John Kinsella, Ghost of Myself

Having just had the disturbing experience of reading a poem by ‘me’ that wasn’t by me—a poem that was a ChatGPT construction presented as being composed by me—I would say that I wish I’d known that one’s ‘voice’ could be so easily stolen and reinvented for spurious purposes. ChatGPT might not have the agency some humans wish it to have, but it does have the expectation of agency built into its sales pitch. It’s sold as a tool when it is actually a manipulator and abuser of knowledge. It serves the market algorithm and its designers’ profit-based desires. It is destructive in so many ways. Many individuals and often whole communities have experienced much worse misrepresentation in many different contexts and ways, of course, and that has been the methodology of colonialism, patriarchy and capitalism in its many guises. I don’t claim such a loss on a personal or communal level, but I do object to it on a politically representative level. It damages a cause.

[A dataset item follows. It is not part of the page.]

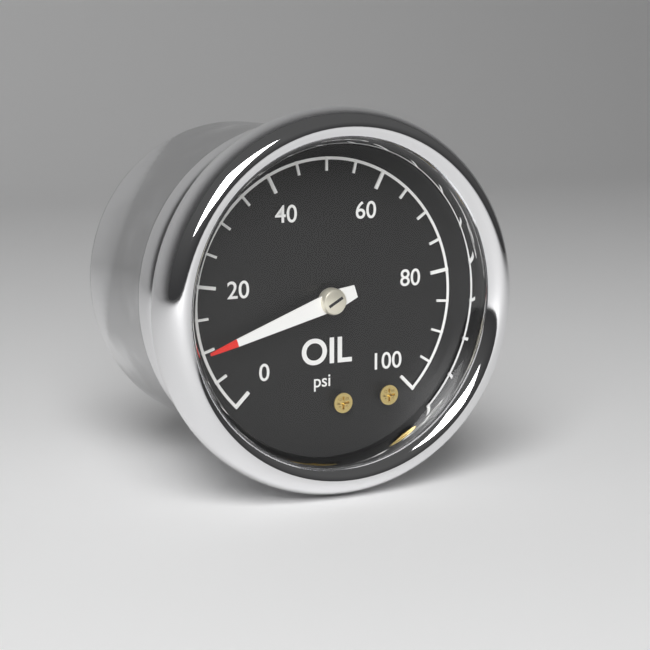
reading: 10 psi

I wish I had known that what I always felt was the basis for my processing the world, poetry, was at risk of being taken and repackaged to serve what even at a young age I would have considered wrong. On the one hand, I suppose it’s a perverse ‘validation’ of poetry—the creators of AI, obsessed with a desire for a creativity separate from them but ultimately directed by them; a desire to create poetry so obsessive that it can exemplify the exploitation and dishonesty of the capitalist endgame.

The poem I allude to was used in a recent article that was illustrated with poetry extracts by various people. I wrote to the author of the article asking where they’d found the poem purportedly by me and ChatGPT turned out to be its source. The poem did contain a few words amounting to an ‘expression’ of mine which had been neatly re-packaged in four-line stanzas in an approximation of my style but said the opposite of what I would think or write. It was a clever forgery on the surface and a completely wrong forgery in terms of intent. My politics were altered (flipped, really) as much as the language usage and syntax were contrived. I ask myself if it’s a case of the unreliable source or the source that bends ethics and meaning to ‘its’ (capitalist) will?

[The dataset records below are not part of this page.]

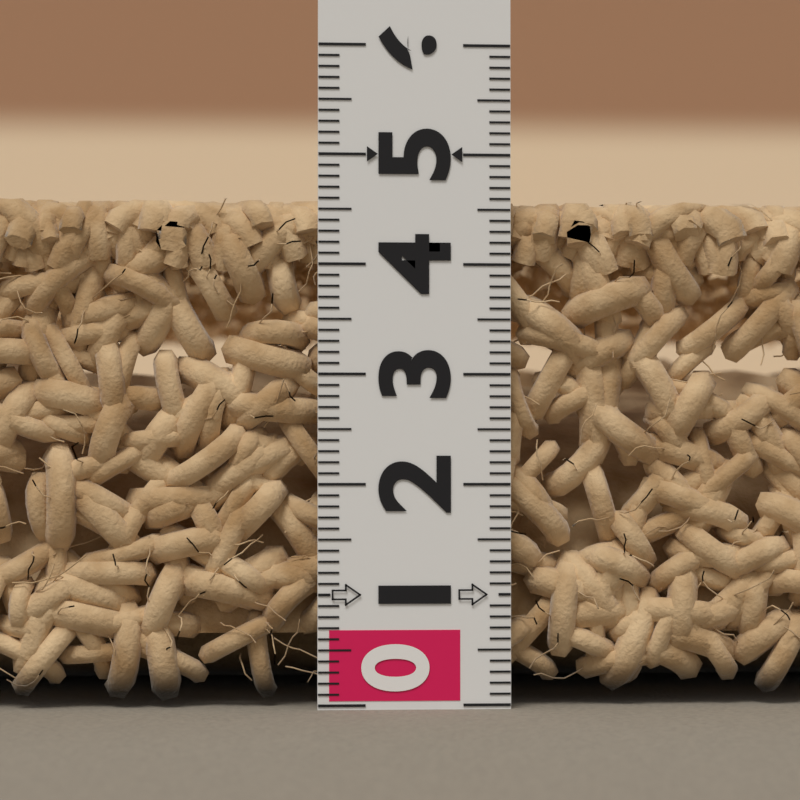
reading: 4.6 (no unit)
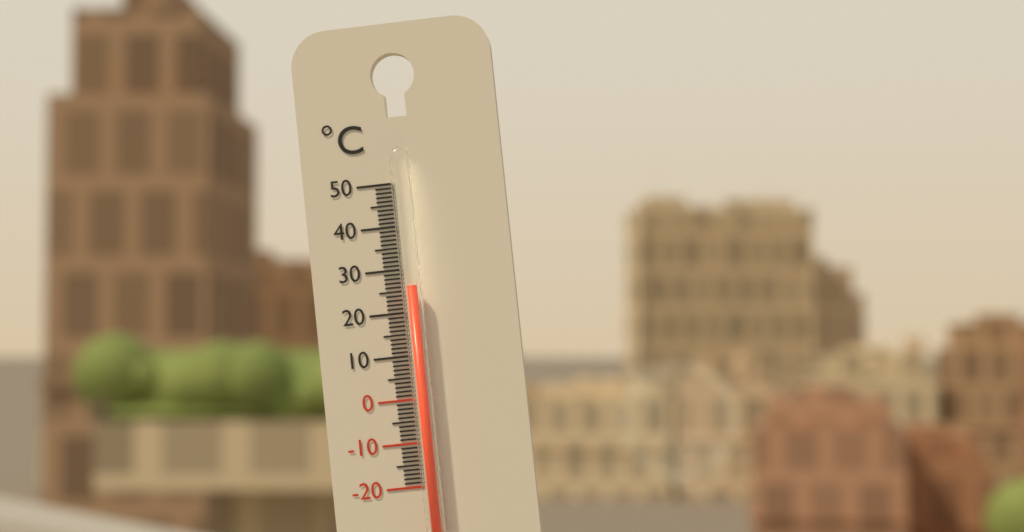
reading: 26 °C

The problem of text altered to change meaning goes back much earlier for me. Editing can so easily be a destructive act. In the analogue world as much as the digital. Almost thirty years ago in a pre-recorded TV program I had a statement about writing poetry of land that was cut, changing meaning. It was supposed to be yoked with a statement about the fact that there are things I cannot speak of because I do not have that right, but that bit was left on the editor’s floor. A very specific act of politically altering context to suit a vision that was not mine. Not knowing it might happen was naive on my part.

It’s incredible how no matter what you feel language will do in a poem to direct itself (and create its own meanings out of ambiguity and despite ambiguity), a statement by an author might direct the way it is read. An edited statement will direct or redirect as well. When that statement has been messed with, a different intent and ‘meaning’ attaches itself like rotten discourse or propaganda.

I wish I’d known all this when I started publishing poetry—I would have been more wary and maybe even written in a different way. But I am aware now, and grow more aware by the day, and my poems are given their own voice even when they are at their most rhetorical to find a way through to their own truths, their own evocations of language as a challenge to received thinking.

But hold on, no, ChatGPT has invented a new me I don’t recognise and will never accept or even acknowledge. And as a corollary to all this, I would add that how we receive a poem so very much affects how we read it. I read Ezra Pound at a young age and became entangled in his cantos, only slowly unravelling their bigotries to the point of rejection. But I had been ‘sold’ on their modernist necessity. They turned out to be very different in intent from what I was ‘told’, and how I was told to receive them. So it’s not only the manipulation of what we write that I wish I’d known about but also about how we are presented with what to read and how we access it. No matter what the poem, question its origins, context and purpose.